Strategy and innovation is a portfolio of bets about the future. If you’re a big company, you should always have multiple bets going on at once. A startup has to bet the farm that there’s going to be a particular future. But most big companies have to take a core and a side bet mentality. Side bets could be, “We need to be doing a little bit more in security.” Or, “We should be thinking about multi-nationals, and not global company structures, so let’s start contingency planning around that.” Another could be risk-averse — “maybe we could find a partner to joint venture something with to spread the risk, and still play” — as opposed to pulling the plug completely on something. Over time, you [need to have] a very regular process to monitor and adjust that. There should never be a permanence to these bets; they should be constantly fluid and adjusted every few months. Your leadership needs to be constantly reassessing and adjusting as new information arises.

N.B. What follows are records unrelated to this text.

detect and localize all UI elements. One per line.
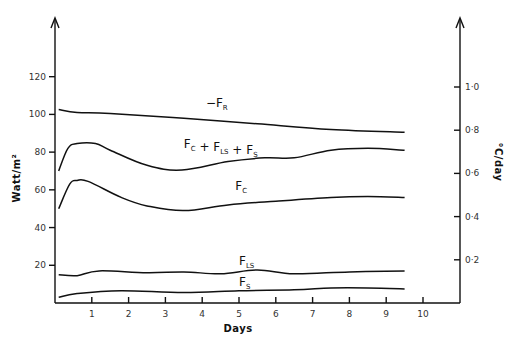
right-y-tick-label: 0·8 xyxy=(465,125,480,135)
label-f-s: FS xyxy=(239,275,251,291)
x-tick-label: 9 xyxy=(383,309,389,319)
left-y-axis-title: Watt/m² xyxy=(11,154,22,203)
label-f-ls: FLS xyxy=(239,254,255,270)
right-y-tick-label: 0·4 xyxy=(465,212,480,222)
x-ticks: 12345678910 xyxy=(89,297,429,319)
y-tick-label: 20 xyxy=(35,260,47,270)
x-tick-label: 10 xyxy=(417,309,429,319)
axes xyxy=(51,18,464,303)
x-tick-label: 1 xyxy=(89,309,95,319)
x-tick-label: 6 xyxy=(273,309,279,319)
x-tick-label: 5 xyxy=(236,309,242,319)
label-neg-f-r: −FR xyxy=(206,96,228,112)
right-y-axis-title: °C/day xyxy=(493,142,504,181)
x-tick-label: 3 xyxy=(163,309,169,319)
curve-f-s xyxy=(59,288,405,298)
label-f-c: FC xyxy=(235,179,247,195)
y-tick-label: 120 xyxy=(29,72,46,82)
x-tick-label: 7 xyxy=(310,309,316,319)
y-tick-label: 60 xyxy=(35,185,47,195)
curve-f-ls xyxy=(59,270,405,276)
left-y-ticks: 20406080100120 xyxy=(29,72,55,271)
right-y-tick-label: 0·6 xyxy=(465,168,480,178)
x-axis-title: Days xyxy=(223,323,252,334)
series-labels: −FRFC + FLS + FSFCFLSFS xyxy=(184,96,258,291)
right-y-tick-label: 0·2 xyxy=(465,255,479,265)
y-tick-label: 100 xyxy=(29,109,46,119)
x-tick-label: 2 xyxy=(126,309,132,319)
curve-neg-f-r xyxy=(59,110,405,133)
label-sum: FC + FLS + FS xyxy=(184,137,258,159)
y-tick-label: 80 xyxy=(35,147,47,157)
curve-f-c xyxy=(59,180,405,211)
right-y-tick-label: 1·0 xyxy=(465,82,480,92)
x-tick-label: 8 xyxy=(347,309,353,319)
y-tick-label: 40 xyxy=(35,223,47,233)
right-y-ticks: 0·20·40·60·81·0 xyxy=(454,82,480,265)
x-tick-label: 4 xyxy=(199,309,205,319)
series-curves xyxy=(59,110,405,298)
flux-chart: 12345678910 20406080100120 0·20·40·60·81… xyxy=(0,0,513,348)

I think we’re past the possibility of a V-shaped recovery at this point. All money should be moving toward U-, L-shaped, and W-shaped recoveries.

Comparing 2020 to 2001

After 9/11, there was a lot of scenario work done for a few years, and then it kind of petered out again. This will create more appreciation around uncertainty, and people will start doing it again. There’s almost a fear of thinking that the future could be different. There’s a lot of bias. You know — “we built these things, and the last thing I want to do is open up a conversation that the things we built aren’t going to be worth as much in the future.” Unless there’s a real incentive for change, most people want to believe that what they’re doing is good. If they’re an incumbent…there’s a lot of pride.

Whoever tells you they know what will snap back from this is lying to you. 

Whoever tells you they know what will snap back from this is lying to you. But trying to do a “day in the life” can be useful. Innovators have traditionally been good at ethnography work and design thinking. Scenario planning is essentially ethnography from the future. Spend some time in the shoes of people who are different from you to understand questions like what will change and what people want to go back to. Start to understand how their aspirations, needs, and wants are changing. What if they’ve been unemployed for a year or two? Desperation often leads to extreme behavior change very quickly.

9/11 was not as widespread as this. Back then, I was thinking about travel and security. Security got heightened, and then it slowly backed down – but not for everybody, and not everywhere. You eventually got things like TSA PreCheck, but think about how long that took.

This is more like World War I or the Great Depression. It’s a good idea to think about how much change there was then. Did people snap back to say, “I want to ride horses again?” No, they were all for modernization.